Your first CV: how to stand out when you're just starting out
One of the first things many graduates say to me is some version of the same sentence.
"I haven't really done anything."
I hear it constantly. And it's almost never true.
Within the first ten minutes of a consultation, the picture usually looks very different. There's the dissertation project they led from scratch. The part-time retail job where they consistently hit sales targets. The volunteering they did throughout university. The society committee they sat on. The group project where they were the one who kept everything moving when everyone else lost momentum.
That's not nothing. That's a CV waiting to be written.
The problem isn't a lack of experience. For most graduates, the problem is not knowing how to recognise what counts as experience, and not knowing how to put it on the page in a way that makes employers take notice.
The generic profile problem
The first thing most people read on a CV is the profile statement at the top. For a lot of graduate CVs, this is where the opportunity gets lost immediately.
The profiles I see most often follow a familiar pattern. They lead with a label - "recent graduate" or "enthusiastic professional" - and then list a string of qualities: communication skills, team player, fast learner, passionate about the industry. They close with something about seeking opportunities to grow.
Read that back. What does it actually say about the person? Nothing specific. Nothing memorable. Nothing that couldn't have been written by any one of thousands of other graduates applying for the same role.
Sometimes there's a hint of real experience buried in there - a retail job, a sector interest - but it's described so vaguely that it carries no weight. Saying you're passionate about an industry tells the reader nothing. Every graduate is passionate about something. But showing what you've done within that industry tells them everything.
A strong profile doesn't describe the kind of person you are in general terms. It tells the reader specifically who you are, what you bring, and why you're relevant to this role or sector. It's short, focused and evidence-based.
What actually counts as experience
If you've been through university, you have more to work with than you think.
Part-time and holiday jobs are real experience. Customer service, retail, hospitality, tutoring and bar jobs develop skills that employers genuinely value: communication under pressure, working with difficult people, hitting targets, managing time across competing demands. Don't dismiss them because they feel unrelated to the career you're pursuing.
University projects count. Leading a group project, presenting research to an academic panel, managing a team through conflicting opinions and tight deadlines - these are directly transferable skills. If you led something, say so. If you resolved a conflict within a group, that's worth mentioning. If your work was commended or resulted in a strong grade, include it.
Volunteering counts. Whether it was a one-off charity event or an ongoing commitment throughout your degree, voluntary work shows initiative and values. It also often involves skills such as organising, communicating and training others, that don't show up elsewhere on an early career CV.
Societies, sports, and committees count.
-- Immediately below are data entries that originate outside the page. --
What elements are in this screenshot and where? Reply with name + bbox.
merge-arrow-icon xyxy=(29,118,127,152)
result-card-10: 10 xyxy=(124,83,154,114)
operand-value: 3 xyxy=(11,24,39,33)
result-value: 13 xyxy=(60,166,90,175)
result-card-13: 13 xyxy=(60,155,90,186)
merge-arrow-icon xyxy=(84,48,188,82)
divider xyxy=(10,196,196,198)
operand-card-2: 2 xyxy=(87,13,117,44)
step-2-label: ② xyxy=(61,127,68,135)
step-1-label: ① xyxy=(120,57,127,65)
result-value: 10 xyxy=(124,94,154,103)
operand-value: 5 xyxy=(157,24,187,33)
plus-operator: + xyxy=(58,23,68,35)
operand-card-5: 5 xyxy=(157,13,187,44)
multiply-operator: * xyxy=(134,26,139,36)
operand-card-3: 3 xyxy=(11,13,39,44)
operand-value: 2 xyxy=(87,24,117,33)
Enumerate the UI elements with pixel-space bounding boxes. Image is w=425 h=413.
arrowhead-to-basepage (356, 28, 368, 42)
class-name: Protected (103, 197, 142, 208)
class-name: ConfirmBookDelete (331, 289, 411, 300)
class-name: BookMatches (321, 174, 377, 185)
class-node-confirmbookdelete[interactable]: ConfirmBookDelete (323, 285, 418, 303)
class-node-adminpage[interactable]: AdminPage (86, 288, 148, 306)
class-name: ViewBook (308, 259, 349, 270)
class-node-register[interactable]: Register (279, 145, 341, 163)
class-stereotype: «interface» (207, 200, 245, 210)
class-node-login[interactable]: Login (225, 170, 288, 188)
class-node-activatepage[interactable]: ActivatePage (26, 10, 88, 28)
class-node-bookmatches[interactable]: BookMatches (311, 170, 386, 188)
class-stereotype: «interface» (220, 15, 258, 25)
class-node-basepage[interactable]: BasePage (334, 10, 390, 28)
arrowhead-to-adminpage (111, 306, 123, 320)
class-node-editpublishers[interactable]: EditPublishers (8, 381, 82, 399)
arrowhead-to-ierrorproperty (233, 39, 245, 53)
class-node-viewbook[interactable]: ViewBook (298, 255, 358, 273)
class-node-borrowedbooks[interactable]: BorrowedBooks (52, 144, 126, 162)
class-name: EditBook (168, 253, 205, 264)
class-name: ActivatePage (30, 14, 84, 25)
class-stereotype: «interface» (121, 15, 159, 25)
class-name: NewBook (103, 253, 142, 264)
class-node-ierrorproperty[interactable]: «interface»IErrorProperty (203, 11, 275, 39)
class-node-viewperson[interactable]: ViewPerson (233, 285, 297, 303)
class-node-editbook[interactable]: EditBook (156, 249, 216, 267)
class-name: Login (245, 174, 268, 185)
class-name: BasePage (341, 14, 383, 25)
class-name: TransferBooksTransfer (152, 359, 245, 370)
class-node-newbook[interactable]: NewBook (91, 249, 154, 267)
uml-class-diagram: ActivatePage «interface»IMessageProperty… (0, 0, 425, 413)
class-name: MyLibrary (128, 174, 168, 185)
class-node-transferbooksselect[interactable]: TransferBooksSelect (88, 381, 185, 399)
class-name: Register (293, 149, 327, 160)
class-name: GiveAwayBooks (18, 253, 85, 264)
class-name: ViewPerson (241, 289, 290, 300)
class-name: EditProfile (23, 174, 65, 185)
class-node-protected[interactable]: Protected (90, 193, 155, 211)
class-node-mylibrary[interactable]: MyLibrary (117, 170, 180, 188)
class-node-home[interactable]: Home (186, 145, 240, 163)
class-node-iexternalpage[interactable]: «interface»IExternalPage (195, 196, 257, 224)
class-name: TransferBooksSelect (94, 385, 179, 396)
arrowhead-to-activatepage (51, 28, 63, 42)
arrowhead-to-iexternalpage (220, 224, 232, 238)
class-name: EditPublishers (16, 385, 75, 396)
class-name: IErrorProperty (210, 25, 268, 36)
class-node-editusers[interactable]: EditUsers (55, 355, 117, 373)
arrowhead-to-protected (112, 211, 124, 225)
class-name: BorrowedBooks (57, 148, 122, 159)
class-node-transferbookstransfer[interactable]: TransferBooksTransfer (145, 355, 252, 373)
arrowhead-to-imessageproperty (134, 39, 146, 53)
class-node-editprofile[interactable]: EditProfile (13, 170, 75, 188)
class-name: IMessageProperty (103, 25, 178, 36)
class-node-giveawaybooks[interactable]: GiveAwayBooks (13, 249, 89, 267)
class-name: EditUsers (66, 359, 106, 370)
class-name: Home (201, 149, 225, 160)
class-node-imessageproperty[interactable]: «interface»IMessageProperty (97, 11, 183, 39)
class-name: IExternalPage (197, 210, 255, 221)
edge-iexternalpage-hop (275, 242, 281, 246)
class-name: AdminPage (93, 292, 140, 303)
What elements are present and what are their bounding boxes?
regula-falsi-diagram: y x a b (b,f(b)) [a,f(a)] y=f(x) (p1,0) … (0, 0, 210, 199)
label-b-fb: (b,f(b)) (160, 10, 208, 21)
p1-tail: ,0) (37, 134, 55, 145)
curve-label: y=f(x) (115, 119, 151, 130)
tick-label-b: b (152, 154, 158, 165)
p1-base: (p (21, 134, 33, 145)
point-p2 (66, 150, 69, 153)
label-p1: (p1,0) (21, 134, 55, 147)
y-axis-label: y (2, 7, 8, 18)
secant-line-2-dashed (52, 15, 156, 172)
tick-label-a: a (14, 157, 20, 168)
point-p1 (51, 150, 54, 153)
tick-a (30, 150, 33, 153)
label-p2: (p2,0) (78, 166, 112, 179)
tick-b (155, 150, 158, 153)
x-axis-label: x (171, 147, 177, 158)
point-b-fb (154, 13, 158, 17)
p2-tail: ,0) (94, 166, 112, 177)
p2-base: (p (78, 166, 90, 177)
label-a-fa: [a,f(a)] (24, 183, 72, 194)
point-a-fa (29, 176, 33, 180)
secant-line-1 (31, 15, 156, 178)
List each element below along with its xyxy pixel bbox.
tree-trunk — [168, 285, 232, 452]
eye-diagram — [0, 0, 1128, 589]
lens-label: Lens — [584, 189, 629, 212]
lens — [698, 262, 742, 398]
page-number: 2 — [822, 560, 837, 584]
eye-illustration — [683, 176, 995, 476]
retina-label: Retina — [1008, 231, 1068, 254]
Being treasurer of a student society is financial responsibility. Captaining a sports team is leadership. Organising a club event is project management. The activity itself matters less than what you did within it.
How to stand out against the competition
This is the question I get asked most often by graduates, and understandably so. When everyone applying for a role has a similar degree and a similar amount of experience, how do you make yourself the one they remember?
The answer is specificity.
Vague claims are forgettable. Specific evidence is not.
Instead of: excellent communication skills Try: presented research findings to a panel of 12 academics as part of a final year module, receiving commendation for clarity and structure
Instead of: experience working in a fast-paced environment Try: managed up to 80 customer interactions per shift during peak trading periods, consistently achieving daily sales targets
Instead of: strong team player Try: coordinated a five-person project group across two campuses, keeping the team on track to deliver a week ahead of deadline
None of these require years of professional experience. They require thinking carefully about what you actually did and describing it clearly.
A practical starting point
Before you write or rewrite your CV, spend 20 minutes answering these questions honestly:
What have I been responsible for, even informally? What problems have I solved? When have I had to persuade, organise or lead others? What feedback have I received that might point to a strength? What am I most proud of from the last three or four years?
The answers will give you the raw material. The CV is just the process of putting that material into a format that makes sense to the people reading it.
You have more to offer than you think. The challenge is learning how to show it.
If you'd like help getting your graduate CV into shape, I work with early career professionals and graduates as well as senior leaders. Find out more here.